Autobiographical memory is one of Tarkovsky’s major themes and he associates it with the growth of the self, as an intrinsic part of our identity. Hari does not come from nowhere, as she states at one point. She emerges from a soup of memories associated with Kelvin’s guilt over the original Hari’s suicide. We learn as much about Kelvin as we do about Hari through this interaction, through her uncanny continuation courtesy of Solaris’ ocean. We come to understand how Kelvin’s neglect of his wife is reconfigured by Solaris and the new Hari offers Kelvin a way to expiate his pain and guilt.
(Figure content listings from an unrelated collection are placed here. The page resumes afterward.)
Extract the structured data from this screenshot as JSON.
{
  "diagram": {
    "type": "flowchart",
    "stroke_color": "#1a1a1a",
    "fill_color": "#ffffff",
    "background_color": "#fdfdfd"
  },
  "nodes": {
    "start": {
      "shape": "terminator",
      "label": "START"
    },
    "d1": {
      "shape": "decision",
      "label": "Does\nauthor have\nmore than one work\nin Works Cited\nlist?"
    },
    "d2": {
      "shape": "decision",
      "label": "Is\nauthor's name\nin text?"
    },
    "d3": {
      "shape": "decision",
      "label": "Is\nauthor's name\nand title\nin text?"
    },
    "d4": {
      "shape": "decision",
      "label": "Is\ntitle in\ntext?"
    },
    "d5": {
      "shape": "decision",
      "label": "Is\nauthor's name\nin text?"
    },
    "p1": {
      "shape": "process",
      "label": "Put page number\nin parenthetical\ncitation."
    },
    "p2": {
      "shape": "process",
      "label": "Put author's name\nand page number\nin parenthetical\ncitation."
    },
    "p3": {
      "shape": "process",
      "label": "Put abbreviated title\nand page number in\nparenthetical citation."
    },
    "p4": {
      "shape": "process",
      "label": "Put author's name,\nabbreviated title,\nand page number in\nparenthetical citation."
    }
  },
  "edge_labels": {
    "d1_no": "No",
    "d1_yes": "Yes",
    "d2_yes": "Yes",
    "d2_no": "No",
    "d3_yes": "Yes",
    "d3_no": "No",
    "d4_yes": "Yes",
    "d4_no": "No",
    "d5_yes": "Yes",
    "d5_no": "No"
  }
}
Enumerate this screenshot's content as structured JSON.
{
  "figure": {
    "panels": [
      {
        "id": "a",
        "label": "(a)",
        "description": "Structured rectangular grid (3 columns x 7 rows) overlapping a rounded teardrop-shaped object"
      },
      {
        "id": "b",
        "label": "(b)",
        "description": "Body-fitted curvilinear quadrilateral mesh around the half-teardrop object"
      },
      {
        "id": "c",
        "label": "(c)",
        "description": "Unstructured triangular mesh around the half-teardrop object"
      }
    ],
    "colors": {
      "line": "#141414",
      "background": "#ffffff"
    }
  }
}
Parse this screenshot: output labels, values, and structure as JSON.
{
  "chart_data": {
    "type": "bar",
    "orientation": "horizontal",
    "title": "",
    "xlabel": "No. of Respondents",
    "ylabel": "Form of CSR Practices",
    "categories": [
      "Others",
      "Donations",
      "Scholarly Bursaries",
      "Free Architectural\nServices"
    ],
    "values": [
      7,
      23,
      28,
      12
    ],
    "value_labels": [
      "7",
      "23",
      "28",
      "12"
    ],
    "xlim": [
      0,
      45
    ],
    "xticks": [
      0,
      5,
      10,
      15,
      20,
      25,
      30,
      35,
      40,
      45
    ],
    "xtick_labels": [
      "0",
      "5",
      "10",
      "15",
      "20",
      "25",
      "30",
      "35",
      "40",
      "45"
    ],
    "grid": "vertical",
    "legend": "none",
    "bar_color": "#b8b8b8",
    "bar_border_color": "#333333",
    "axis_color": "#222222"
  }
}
Solaris’s concerns with personhood and memory are also tied closely to the way the ocean digs into the minds of the station personnel to create physical bodies. We get brief glimpses of the creations brought to life out of the dark recesses of Snaut and Sartorius’ memories. They are clearly frightened by these creations and Snaut appears to have a violent relationship with his ghostly clone. By their very nature these scientists seek to create both a scientific explanation and then a method for destroying these clones. They seem to dismiss the human equation that Kelvin repeatedly grasps for and that emerges from his childhood memories of his family home and mother.

The curious ending of Solaris, where Kelvin finds himself back at the dacha reconciled with his father in Winter rather than Spring, recalibrates our understanding of Kelvin’s physical presence in the universe, his relationship to object, experience, and memory. As the camera pulls away into the air, the dacha is shown sitting on an island in the middle of the Solaris ocean. Is Tarkovsky suggesting that this experience of home and the Earth will go on forever, that those who come into contact with Solaris are given a form of immortality? Or is everything we’ve seen just seen only a memory or a simulation conjured up by the ocean, a cinematic reproduction of the characters emerging from this environment to construct their own autobiographies? Solaris remains one of Tarkovsky’s many enigmatic cinematic dreams.

Criterion’s high definition Blu-ray improves upon previous releases and there is good detail, colour and contrast throughout. The release is accompanied by a thoroughly detailed if rather dry commentary from academics Vida Johnson and Graham Petrie. There are deleted and alternate scenes that were removed when the film premiered at Cannes and a series of video interviews with lead actress Natalya Bondarchuk, cinematographer Vadim Yusov, production designer Mikhail Romadin and composer Eduard Artemyev which reveal further details about working with Tarkovsky on Solaris. There’s also an excerpt from a Polish TV documentary about Stanislaw Lem, his original novel and the Tarkovsky adaptation.


As ever I’m indebted to several text sources:

  • Time Within Time: The Diaries 1970–1986, Andrei Tarkovsky (Faber, 1994)
  • Tarkovsky, Cinema As Poetry, Maya Turovskaya (Faber, 1989)
  • Tarkovsky, Nathan Dunne (Black Dog Press, 2008)
  • Solaris: BFI Film Classics, Mark Bould (Palgrave, 2014)
  • The Films of Andrei Tarkovsky — A Visual Fugue, Vida Johnson and Graham Petrie (Indiana University Press, 1994)
  • The Cinema of Tarkovsky: Labyrinths of Space and Time, Nariman Skakov (I.B.Tauris, 2012)
  • The Solaris Effect: Art and Artifice in Contemporary American Film, Steven Dixon (University of Texas Press, 2006)
  • Soviet Film Music, Tatiana Egorova (Routledge, 1998)
  • ‘Solaris Rediscovered’, Gary Wolf in Wired magazine (January, 2002)
  • A History of Modern Russia, Robert Service (Harvard University Press, 2013)

Cast & Crew

director: Andrei Tarkovsky
writers: Friedrich Gorenstein & Andrei Tarkovsky (based on the novel by Stanisław Lem).
starring: Donatas Banionis, Natalya Bondarchuk, Jüri Järvet, Vladislav Dvorzhetsky, Nikolai Grinko & Anatoly Solonitsyn.